Multitaper Procedure
• Compute K orthogonal tapers, each with good
concentration
• Multiply data by each taper in turn
• Compute periodogram of each product
• Average the periodograms
Special case: break data into segments
Cheapest is Fine
For simulated and real helioseismic time series of
length T=103,680, no discernable systematic
difference among 12-taper multitaper estimates using
the three families of tapers.
Use re-orthogonalized sine tapers because they are
much cheaper to compute, for each gap pattern in each
time series.
Multitaper Simulation
• Can combine with
segmenting to decrease
dependence
• Prettier than periodogram;
less leakage.
• Better, too?
T=103,680. Truth in grey. Left panels: periodogram.
Right panels: 3-segment 4-taper gapped sine taper estimate. Fodor&Stark, 2000.
Multitaper: SOHO Data
• Easier to identify mode
parameters from multitaper
spectrum
• Maximum likelihood more
stable; can identify 20% to
60% more modes (Komm et al.,
1999. Ap.J., 519, 407-421)
SOHO l=85, m=0. T = 103, 680.
Periodogram (left) and 3-segment 4 sine taper estimate
Fodor&Stark, 2000. IEEE Trans.

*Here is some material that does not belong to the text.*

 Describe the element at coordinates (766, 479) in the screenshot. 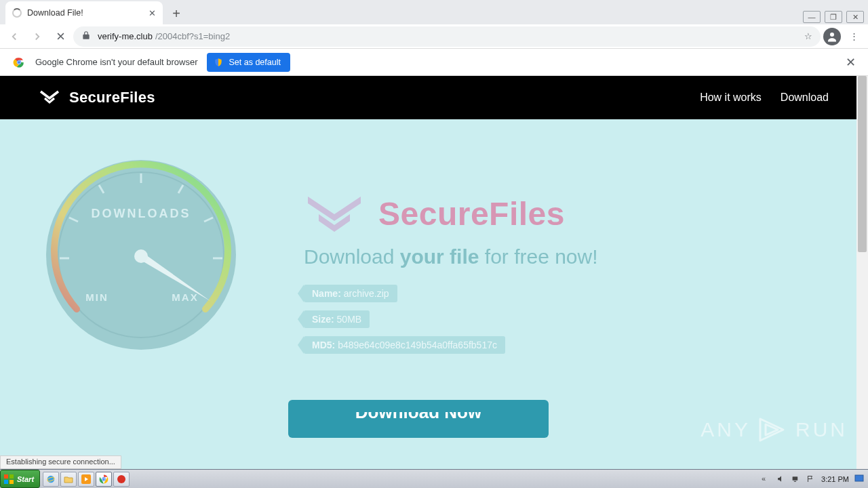

I see `tray-expand-icon: «` at that location.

Sig. Proc., 48, 3472-3483
Error bars: Confidence Level in Simulation
Method
% Coverage
Method
% Coverage
Parametric chi-square
72
Blockwise bootstrap
56
Simulation from Estimate
82
Bootstrap pivot percentile
71
Jackknife
75
Pre-pivot bootstrap
78
Bootstrap normal
77
Iterated pre-pivot bootstrap
91
Bootstrap-t
78
Bootstrap percentile of percentiles
90
Bootstrap percentile
69
Bootstrap pivot percentile of percentiles
96
1,000 realizations of simulated normal mode data. 95% target confidence level.